The Boys’ Club Is Still Running the Show—And We Wonder Why Everything Is On Fire
Let’s be clear: what we’re seeing in our current political climate isn’t shocking. It’s not a fluke, a wave, or an unfortunate anomaly. It’s the natural outcome of a system that’s been rewarding sameness and ego over skill and soul for decades.
Politics is simply reflecting what corporate capitalism has been doing in plain sight:
White men at the top, hiring other white men, awarding contracts to their golf buddies, investing in their sons-in-law’s startups—not because they’re the best people for the job, but because it keeps everyone in the room comfortable, powerful, and rich.
This is about favor, not function.
It’s about status preservation, not excellence.
It’s about protecting the club, not building the best damn company—or country—possible.
This is why DEI (Diversity, Equity, and Inclusion) is non-negotiable. It’s not a sensitivity seminar or a social media statement. It’s the antidote to a closed system that has prioritized power over progress.
When people from different lived experiences come together around a shared mission—whether that’s building a better product, providing a more human-centered service, or creating a company that doesn’t make you question your will to live—magic happens.
Why? Because they’re not operating inside a centuries-old ego contest. They’re not distracted by the seductive act of impressing each other with private jets and legacy money. Marginalized groups such as women and the BIPOC community aren’t just trying to do better, heterogenous groups, research suggests, are better.
Research summarized by the NeuroLeadership Institute highlights that diverse teams tend to think more logically, are more creative, and are more adept at identifying errors in thinking compared to homogeneous teams. This implies that diversity can enhance critical thinking and innovation within groups.
Cue Patagonia
Take Patagonia. A wildly successful company that proves you can make money, make meaning, and not destroy the planet or your workforce in the process. That’s what happens when you build a company around values, not vanity metrics. It’s what happens when leadership cares about people and planet instead of protecting their place in a 1950s Mad Men fever dream.
But to get there, we need homogeneity of a different kind:
A group of people united by values, not backgrounds.
A collective that shares a mission—not just a tax bracket.
The future doesn’t belong to the loudest man in the room. It belongs to the rooms we haven’t built yet.
The rooms where voices of all kinds — the rebellious, the dissenting, the forward-thinking, the tender-hearted creatives — are heard, considered and amplified, not silenced. A sustainable future will only be built in a place where decisions are made with long-term impact in mind—not just short-term shareholder gain for a chosen and protected few.
The world does not need another roundtable of ego-stroking, power-hoarding legacy hires. Our companies and communities have failed to benefit from the boardroom mental masturbation that drives executives salaries higher and wages for the working middle class into the ground. Our precious climate — the gorgeous nature we all enjoy and the plants and animals that add to that beauty — can only survive if we functionally dismantle the systems that have led to their destruction.
The richest men in the world are not the smartest people or the best businessmen, they’re just the most comfortable with shortcuts, the most rabidly obsessed with financial gain at any cost, and the least capable of thinking more than one step ahead.
We deserve leaders who understand the bigger assignment. Who understand nuance. Who listen more than they posture, and who realize that building echo chambers doesn’t mean they’re right, it means they require a well of endless validation to support their confidence.
If you’re tired of the headlines, the hypocrisy, and the performative inclusivity—don’t just rage. Rebuild.
Start the company.
Fund the people who’ve been left out.
Refuse to play the game.
Create new ones.
Include others and learn to look for those who are truly passionate and fantastic at what they do.
The old system isn’t broken. It’s functioning precisely as it was designed.
And that is exactly why we need to design something new.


Goal of the exercise: Transcribe everything in the records exactly. Skip the images.

Records for this task:
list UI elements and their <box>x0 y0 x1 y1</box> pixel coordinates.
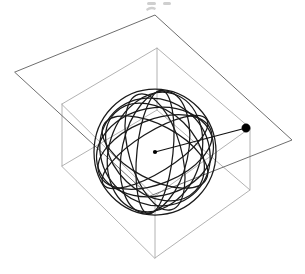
scan-speck-group <box>146 2 171 11</box>
figure-canvas <box>0 0 305 274</box>
scan-speck <box>146 7 156 11</box>
diagram-svg <box>0 0 305 274</box>
sphere-center-dot <box>153 150 157 154</box>
scan-speck <box>147 2 156 5</box>
plane-point-dot <box>242 124 250 132</box>
scan-speck <box>163 2 171 5</box>
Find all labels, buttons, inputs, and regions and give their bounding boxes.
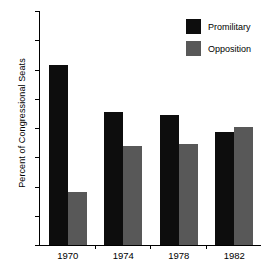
x-axis-tick	[206, 245, 207, 249]
bar-opposition-1970	[68, 192, 87, 245]
bar-promilitary-1978	[160, 115, 179, 245]
y-axis-title: Percent of Congressional Seats	[17, 43, 27, 203]
bar-promilitary-1982	[215, 132, 234, 245]
legend-swatch-gray-icon	[186, 41, 201, 56]
bar-opposition-1978	[179, 144, 198, 245]
legend-label: Promilitary	[208, 22, 251, 32]
bar-opposition-1982	[234, 127, 253, 245]
legend-item-promilitary: Promilitary	[186, 19, 269, 34]
legend-swatch-black-icon	[186, 19, 201, 34]
x-axis-tick-labels: 1970197419781982	[39, 250, 261, 264]
y-axis-tick	[35, 245, 39, 246]
bar-promilitary-1970	[49, 65, 68, 245]
x-axis-tick	[95, 245, 96, 249]
bar-chart: Percent of Congressional Seats 908070605…	[0, 0, 269, 275]
bar-opposition-1974	[123, 146, 142, 245]
x-axis-tick-label: 1974	[92, 250, 154, 262]
bar-promilitary-1974	[104, 112, 123, 245]
chart-legend: Promilitary Opposition	[186, 19, 269, 63]
legend-label: Opposition	[208, 44, 251, 54]
x-axis-tick-label: 1982	[203, 250, 265, 262]
x-axis-tick-label: 1970	[37, 250, 99, 262]
legend-item-opposition: Opposition	[186, 41, 269, 56]
x-axis-tick-label: 1978	[148, 250, 210, 262]
x-axis-tick	[150, 245, 151, 249]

Your solution:
list UI elements and their <box>x0 y0 x1 y1</box> pixel coordinates.
scan-speck-group <box>146 2 171 11</box>
figure-canvas <box>0 0 305 274</box>
scan-speck <box>146 7 156 11</box>
diagram-svg <box>0 0 305 274</box>
sphere-center-dot <box>153 150 157 154</box>
scan-speck <box>147 2 156 5</box>
plane-point-dot <box>242 124 250 132</box>
scan-speck <box>163 2 171 5</box>
Find all labels, buttons, inputs, and regions and give their bounding boxes.
x-axis-tick	[206, 245, 207, 249]
bar-opposition-1970	[68, 192, 87, 245]
bar-promilitary-1978	[160, 115, 179, 245]
y-axis-title: Percent of Congressional Seats	[17, 43, 27, 203]
bar-promilitary-1982	[215, 132, 234, 245]
legend-swatch-gray-icon	[186, 41, 201, 56]
bar-opposition-1978	[179, 144, 198, 245]
legend-label: Promilitary	[208, 22, 251, 32]
bar-opposition-1982	[234, 127, 253, 245]
legend-item-promilitary: Promilitary	[186, 19, 269, 34]
legend-swatch-black-icon	[186, 19, 201, 34]
x-axis-tick-labels: 1970197419781982	[39, 250, 261, 264]
y-axis-tick	[35, 245, 39, 246]
bar-promilitary-1970	[49, 65, 68, 245]
x-axis-tick	[95, 245, 96, 249]
bar-chart: Percent of Congressional Seats 908070605…	[0, 0, 269, 275]
bar-opposition-1974	[123, 146, 142, 245]
x-axis-tick-label: 1974	[92, 250, 154, 262]
bar-promilitary-1974	[104, 112, 123, 245]
chart-legend: Promilitary Opposition	[186, 19, 269, 63]
legend-label: Opposition	[208, 44, 251, 54]
x-axis-tick-label: 1982	[203, 250, 265, 262]
x-axis-tick-label: 1970	[37, 250, 99, 262]
legend-item-opposition: Opposition	[186, 41, 269, 56]
x-axis-tick-label: 1978	[148, 250, 210, 262]
x-axis-tick	[150, 245, 151, 249]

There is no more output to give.